When Israel began construction of the separation wall in 2002, one of the first sections was built in Abu Dis. Not between Abu Dis and Jerusalem, but within Abu Dis, dividing the town in two. Suddenly students and teachers could not get to school, patients could not get to clinics, no one could go to pray in the mosques of Jerusalem. At first the wall was only eight feet high; just where the road ends today was an unofficial crossing point, where international television crews filmed old women in thobes, or traditional embroidered dresses, being half helped/half hoisted over and across the wall. Today the wall in Abu Dis, as in all of the cities of the West Bank where it snakes through Palestinian land, is eight meters–twenty-four feet–high, and no one climbs over.

In the overall scheme of Palestinian life under occupation, things in Abu Dis could certainly be worse. After all, unemployment across the West Bank is only 49 percent; in the besieged Gaza Strip it tops 79 percent. After all, people in Abu Dis can still move around inside their town (even if they can’t cross the municipal border into Jerusalem), while the 5,000 or so Palestinians of Ni’lin, near Ramallah, recently endured four days and nights of closure and curfew imposed by the Israeli military during nonviolent protests against the separation wall. After all, most people in Abu Dis can at least leave their town most of the time; Qalqilya, a city of 40,000 in the northern West Bank, has been completely encircled by the wall for several years–surrounded, with only one gate.

It could be worse. But residents of Abu Dis were prescient. The separation wall only began construction in 2002. Two years before that, when Israel handed official control of Abu Dis over to the Palestinian Authority, the move “even raised fears among residents that a border fence would be built to separate them from Jerusalem, and that they and the Palestinian people would be left with their noses pressed against the slats–so close and so far away,” as the Times put it. “‘We are today closer than ever to Jerusalem,’ said Abdul Rahman al-Shamali, the muezzin who calls Muslims to prayer at one of five mosques in the conservative, religious town. ‘But to be frank, I am sad. I fear that it will end here. I fear that my heart is going to be divided. Jerusalem is my heart.'”

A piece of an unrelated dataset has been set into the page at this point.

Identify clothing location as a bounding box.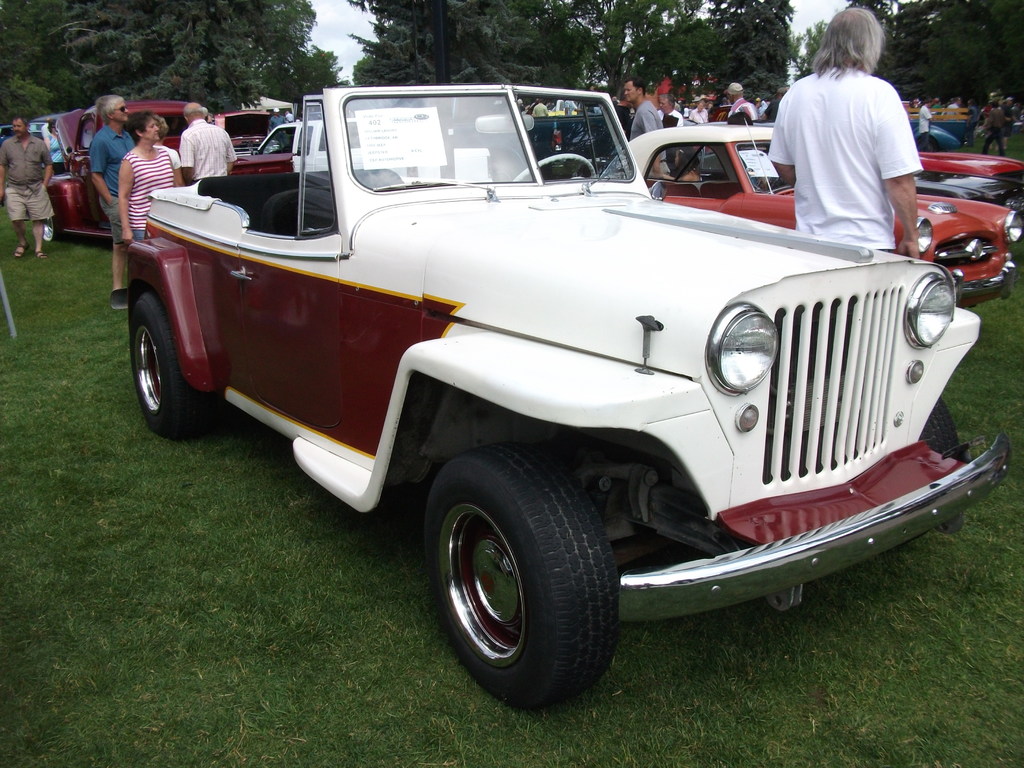
533:99:549:115.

They were right. The Palestinians of Abu Dis, or Bethany, are no closer to Jerusalem, despite being able to see al-Aqsa Mosque and the Dome of the Rock from high points within their city.

And dusty, tired Abu Dis is the place where history at last, at least the fabled Silk Road part of history, comes to its end.

Phyllis Bennis is a fellow at the Institute for Policy Studies where she directs the New Internationalism project. Her books include Understanding the Palestinian-Israeli Conflict: A Primer and more recently Ending the Iraq War: A Primer.